The lab will develop lighter wearable robots that can be put on like a suit. (Credit: University of Twente)

The next generation of wearable robots will have lightweight parts, can be put on like a suit, and will not require additional support from crutches, according to researchers. The new types of suits will have light actuators functioning in a different way from the ones in conventional robots, and they will offer real-time control using personalized muscle models and EMG measurements.

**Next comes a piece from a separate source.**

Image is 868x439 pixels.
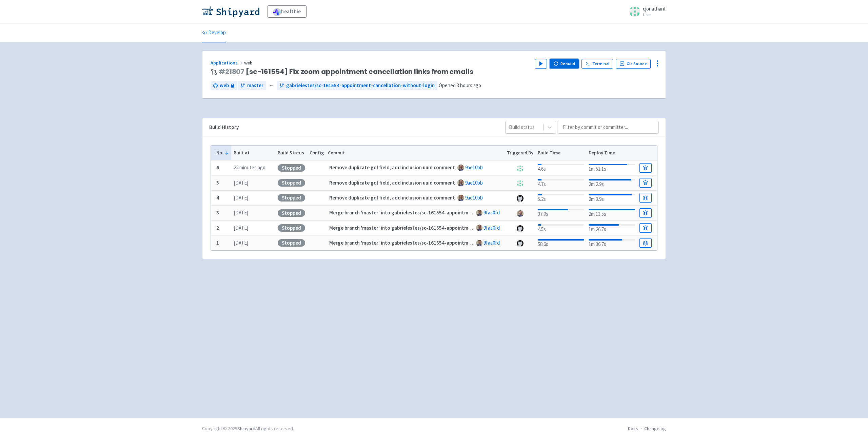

Wearable robots help people in regaining and strengthening their mobility. They replace or improve a body function that is damaged, or act as a training instrument that, in the end, enables patients to walk fully by themselves again. In this way, they can also lighten the work of therapists. After a stroke or paraplegia, robots can help patients stand up and walk again. But wearable robots can also help people that structurally overload their body doing their work. Another robotic application is telepresence: the movements of the person wearing the robot are transferred to a distant robotic arm, for example.

Currently existing wearable robots are often exoskeletons, which contain many rigid parts, electric engines, and batteries. The University of Twente’s new robotics lab is questioning why these bulky and heavy external skeletons are needed while the problem is actually not in the skeleton of the patient but in nerves and muscles. To address this, Herman van der Kooij, professor of biomechatronics and his group is currently working on a new type of knee orthosis, to be followed by the ankle and hip, resulting in a full suit in the end.

Testing these new robots with patients and test subjects also requires a safe environment in which the risk of falling is minimized, which the new lab provides with a harness system attached to the ceiling.